Mere Christianity – Book I – Chapter 4 (“What lies behind the Law”)
Notes & Quotes
These are my notes from the penultimate chapter of Book 1 of “Mere Christianity”:
1. What is this universe and how did it come to be here? There are two (or three) main views on the subject (neither of which are new):
(a) The Materialist view
“…matter and space just happen to exist…[which] by some sort of fluke produced creates like ourselves who are able to think”
(b) The Religious View
“…which is behind the universe is more like a mind…conscious, and has purposes, and prefers one thing to another…”
2. Science can’t tell you which view is correct
“…why anything comes to be…and whether there is anything behind the things science observes – something of a different kind – this is not a scientific question”
3. We know more about mankind than the universe because we don’t simply observe mankind
“We do not merely observe men, we are men…we have, so to speak, inside information”
4. Since we are man, we know that we are under a moral law
“…men find themselves under a moral law, which they did not make, and cannot quite forget even when they try, and which they know they ought to obey”
5. If there a controlling power outside the universe it could not be inside the universe
“…no more than the architect of a house could actually be a wall… The only way in which we could expect it to show itself would be inside ourselves as an influence or a command trying to get us to behave in a certain way”
6. This doesn’t take us all the way to the Christian God
“All I have got to is a Something which is directly the universe, and which appears in me as a law urging me to do right… I think we have to assume it is more like a mind than it is like anything else we know – because…the only other thing we know is matter and you can hardly imagine a bit of matter giving instructions”
7. There was actually a third possible worldview regarding the universe, Life-Force philosophy
“…the small variations by which life on this planet ‘evolved’…were not due to chance but to the ‘striving’ or ‘purposiveness’ of a Life-Force”
(a) When we hear someone say this, we should ask whether this “life-force” has a mind:
(i) If yes, then it is really a god
(ii) If no, then how can something without a mind ‘strive’ and have ‘purposes’?
(b) This worldview is attractive
“…it gives one much of the emotional comfort of believing in God and none of the less pleasant consequences…[the life-force] will never interfere with you like that troublesome God we learned about when we were children. The Life-Force is a sort of tame God… All the thrills of religion and none of the cost.”
Discussion Questions
1. Lewis offers two fundamental views of the universe. What are they and how do they differ from each other?
2. Why can’t science help us decide which view is correct? Would this discount proofs for God such as the Kalaam Argument?
3. What extra information does Lewis say we have which can help us to point us to an answer?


# Exercise instructions
Each entry below must appear in the answer exactly as written.

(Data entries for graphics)
◇ ◇ ◇ ◇ ◇ ◇ ◇

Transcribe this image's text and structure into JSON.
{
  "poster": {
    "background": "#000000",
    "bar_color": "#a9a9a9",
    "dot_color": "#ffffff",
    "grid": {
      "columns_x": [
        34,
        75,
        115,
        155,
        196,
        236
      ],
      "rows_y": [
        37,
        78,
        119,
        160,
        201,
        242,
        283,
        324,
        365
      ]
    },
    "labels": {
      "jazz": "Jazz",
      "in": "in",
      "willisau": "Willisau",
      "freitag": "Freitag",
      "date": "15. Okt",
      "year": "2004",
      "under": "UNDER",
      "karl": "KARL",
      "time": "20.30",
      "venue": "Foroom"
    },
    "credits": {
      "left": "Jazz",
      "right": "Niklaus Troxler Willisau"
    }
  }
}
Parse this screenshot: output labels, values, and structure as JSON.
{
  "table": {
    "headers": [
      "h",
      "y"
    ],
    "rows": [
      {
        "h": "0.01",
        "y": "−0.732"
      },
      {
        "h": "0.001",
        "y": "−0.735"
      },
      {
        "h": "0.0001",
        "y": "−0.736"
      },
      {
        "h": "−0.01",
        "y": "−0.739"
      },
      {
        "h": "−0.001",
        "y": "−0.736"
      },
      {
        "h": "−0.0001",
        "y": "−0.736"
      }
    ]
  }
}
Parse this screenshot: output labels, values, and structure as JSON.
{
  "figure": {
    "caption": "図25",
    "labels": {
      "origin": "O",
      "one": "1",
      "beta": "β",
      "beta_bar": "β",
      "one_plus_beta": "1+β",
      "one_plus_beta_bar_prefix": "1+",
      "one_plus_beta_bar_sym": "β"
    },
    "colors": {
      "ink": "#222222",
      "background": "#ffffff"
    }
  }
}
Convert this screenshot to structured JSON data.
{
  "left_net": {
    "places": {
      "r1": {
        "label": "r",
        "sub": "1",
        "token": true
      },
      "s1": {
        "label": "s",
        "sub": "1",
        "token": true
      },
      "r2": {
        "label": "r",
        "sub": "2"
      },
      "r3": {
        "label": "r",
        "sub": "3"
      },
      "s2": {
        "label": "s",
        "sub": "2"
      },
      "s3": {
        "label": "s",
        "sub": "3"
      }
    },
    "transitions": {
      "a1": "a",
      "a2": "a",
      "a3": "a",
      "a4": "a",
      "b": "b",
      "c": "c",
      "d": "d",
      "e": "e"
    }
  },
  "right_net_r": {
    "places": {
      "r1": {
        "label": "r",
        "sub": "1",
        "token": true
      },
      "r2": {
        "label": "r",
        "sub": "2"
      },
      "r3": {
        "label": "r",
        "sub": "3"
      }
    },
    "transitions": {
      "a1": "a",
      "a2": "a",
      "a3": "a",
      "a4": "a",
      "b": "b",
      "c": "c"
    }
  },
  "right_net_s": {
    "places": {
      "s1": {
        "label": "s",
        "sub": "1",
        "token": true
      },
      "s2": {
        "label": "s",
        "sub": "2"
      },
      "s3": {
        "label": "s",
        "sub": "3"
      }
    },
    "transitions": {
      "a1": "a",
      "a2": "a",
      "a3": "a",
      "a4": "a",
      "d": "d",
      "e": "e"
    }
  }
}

◇ ◇ ◇ ◇ ◇ ◇ ◇

# Solution for this exercise
Transcribe this image's text and structure into JSON.
{
  "poster": {
    "background": "#000000",
    "bar_color": "#a9a9a9",
    "dot_color": "#ffffff",
    "grid": {
      "columns_x": [
        34,
        75,
        115,
        155,
        196,
        236
      ],
      "rows_y": [
        37,
        78,
        119,
        160,
        201,
        242,
        283,
        324,
        365
      ]
    },
    "labels": {
      "jazz": "Jazz",
      "in": "in",
      "willisau": "Willisau",
      "freitag": "Freitag",
      "date": "15. Okt",
      "year": "2004",
      "under": "UNDER",
      "karl": "KARL",
      "time": "20.30",
      "venue": "Foroom"
    },
    "credits": {
      "left": "Jazz",
      "right": "Niklaus Troxler Willisau"
    }
  }
}
Parse this screenshot: output labels, values, and structure as JSON.
{
  "table": {
    "headers": [
      "h",
      "y"
    ],
    "rows": [
      {
        "h": "0.01",
        "y": "−0.732"
      },
      {
        "h": "0.001",
        "y": "−0.735"
      },
      {
        "h": "0.0001",
        "y": "−0.736"
      },
      {
        "h": "−0.01",
        "y": "−0.739"
      },
      {
        "h": "−0.001",
        "y": "−0.736"
      },
      {
        "h": "−0.0001",
        "y": "−0.736"
      }
    ]
  }
}
Parse this screenshot: output labels, values, and structure as JSON.
{
  "figure": {
    "caption": "図25",
    "labels": {
      "origin": "O",
      "one": "1",
      "beta": "β",
      "beta_bar": "β",
      "one_plus_beta": "1+β",
      "one_plus_beta_bar_prefix": "1+",
      "one_plus_beta_bar_sym": "β"
    },
    "colors": {
      "ink": "#222222",
      "background": "#ffffff"
    }
  }
}
Convert this screenshot to structured JSON data.
{
  "left_net": {
    "places": {
      "r1": {
        "label": "r",
        "sub": "1",
        "token": true
      },
      "s1": {
        "label": "s",
        "sub": "1",
        "token": true
      },
      "r2": {
        "label": "r",
        "sub": "2"
      },
      "r3": {
        "label": "r",
        "sub": "3"
      },
      "s2": {
        "label": "s",
        "sub": "2"
      },
      "s3": {
        "label": "s",
        "sub": "3"
      }
    },
    "transitions": {
      "a1": "a",
      "a2": "a",
      "a3": "a",
      "a4": "a",
      "b": "b",
      "c": "c",
      "d": "d",
      "e": "e"
    }
  },
  "right_net_r": {
    "places": {
      "r1": {
        "label": "r",
        "sub": "1",
        "token": true
      },
      "r2": {
        "label": "r",
        "sub": "2"
      },
      "r3": {
        "label": "r",
        "sub": "3"
      }
    },
    "transitions": {
      "a1": "a",
      "a2": "a",
      "a3": "a",
      "a4": "a",
      "b": "b",
      "c": "c"
    }
  },
  "right_net_s": {
    "places": {
      "s1": {
        "label": "s",
        "sub": "1",
        "token": true
      },
      "s2": {
        "label": "s",
        "sub": "2"
      },
      "s3": {
        "label": "s",
        "sub": "3"
      }
    },
    "transitions": {
      "a1": "a",
      "a2": "a",
      "a3": "a",
      "a4": "a",
      "d": "d",
      "e": "e"
    }
  }
}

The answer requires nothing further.